Music often functions something like a memory as well. As a teenager, I used to think that older people who only listened to music from their generation had just never moved on from their generational milieu. As someone who can now say he's in his forties, my take on the music of our formative years is less to do with not moving on and more to do with recalling what it's like to inhabit the past once again. You can't live there, but you can visit once in awhile. Songs can act like a time machine. They can recall not just the memory of what it was like back then, but what it felt like back then.

Last night I found myself sharing an old memory with some friends after our church service. I was a junior in high school and had several ongoing stressors, the greatest of which was my grandfather being hollowed out by Alzheimers. When I encounter stress, my body responds in various ways but most significantly as exhaustion. Always tired. I just can't get enough sleep. A real Rip Van Winkle situation.

At this point in high school, I ended up being a junior in a sophomore biology class due to needing to cram a required science credit in before I graduated. Biology, at that time, was probably the least interesting class to me. I had hoped to take chemistry but I doubt the outcome would have changed at all. The biology teacher was notoriously difficult (to a teenager) and while he provided everything you needed to pass, you sort of had to work out the "how" all on your own.

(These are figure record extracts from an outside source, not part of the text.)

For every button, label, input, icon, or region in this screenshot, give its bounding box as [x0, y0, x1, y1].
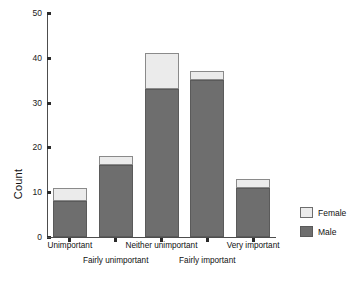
bar-segment-female	[99, 156, 133, 165]
bar-3	[145, 53, 179, 237]
y-tick-label: 30	[14, 98, 42, 108]
legend-label: Female	[318, 208, 346, 218]
bar-1	[53, 188, 87, 237]
bar-segment-female	[236, 179, 270, 188]
legend: FemaleMale	[300, 203, 346, 241]
y-axis-line	[47, 13, 48, 237]
y-tick-label: 10	[14, 187, 42, 197]
x-tick-label: Fairly important	[179, 256, 235, 265]
bar-segment-male	[99, 165, 133, 237]
legend-item-female: Female	[300, 203, 346, 222]
y-tick-mark	[47, 12, 51, 15]
y-axis-title: Count	[12, 154, 24, 214]
x-tick-mark	[114, 238, 117, 242]
x-tick-label: Neither unimportant	[126, 241, 198, 250]
bar-5	[236, 179, 270, 237]
bar-segment-male	[236, 188, 270, 237]
bar-segment-male	[190, 80, 224, 237]
y-tick-mark	[47, 57, 51, 60]
y-tick-mark	[47, 102, 51, 105]
bar-segment-female	[53, 188, 87, 201]
stacked-bar-chart: Count 01020304050 UnimportantFairly unim…	[0, 0, 350, 283]
bar-segment-female	[190, 71, 224, 80]
legend-swatch-icon	[300, 207, 313, 218]
legend-swatch-icon	[300, 226, 313, 237]
bar-segment-female	[145, 53, 179, 89]
y-tick-mark	[47, 146, 51, 149]
x-tick-label: Very important	[227, 241, 280, 250]
bar-segment-male	[145, 89, 179, 237]
y-tick-label: 40	[14, 53, 42, 63]
bar-2	[99, 156, 133, 237]
legend-item-male: Male	[300, 222, 346, 241]
y-tick-label: 0	[14, 232, 42, 242]
y-tick-label: 20	[14, 142, 42, 152]
bar-4	[190, 71, 224, 237]
y-tick-label: 50	[14, 8, 42, 18]
bar-segment-male	[53, 201, 87, 237]
x-tick-mark	[206, 238, 209, 242]
x-tick-label: Fairly unimportant	[83, 256, 149, 265]
legend-label: Male	[318, 227, 336, 237]
y-tick-mark	[47, 191, 51, 194]
x-tick-label: Unimportant	[48, 241, 93, 250]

I wasn't a student who enjoyed being disrespectful to teachers and staff. I honestly wanted to do well but this class just hit all the wrong buttons with me and I ended up finding myself immediately drifting off to sleep.

I did end up passing the class but it wasn't for my natural ability to study or strong personal discipline. I passed because of my two sophomore friends who sat in the seats directly in front of and behind me. You see, Jessica and Carissa carried me through that class. They did everything that they had no requirement to do to take care of me at a time when I just really couldn't do it myself.

Lectures were the worst given my "condition". I was out like a rock. These two would take notes in duplicate, then as the class was preparing to get excused, they would collate their copies, staple them, wake me up, explain what we covered, and hand me the notes. A sort of CliffsNotes for sad teenagers if you will.

During labs, they would always pair up with me and graciously walk me through a dissection. I have very odd memories of them with severed frog heads on the end of their fingers speaking to me in a terrible French accent like some twisted Muppet show.

Jess and Carissa carried me at a time when I couldn't. They didn't have to. They hadn't been directed to. They just did it because I needed it. I can't say I remember anything from that biology class and thankfully dissecting a frog isn't a life skill I've needed since. I will, however, always remember the grace that is the act of being carried.

That particular time of my life was extremely difficult and the memories it generated are painful. This little act of grace however is collated and stapled in with them. I'm thankful for that and I'm thankful for friends that carry us.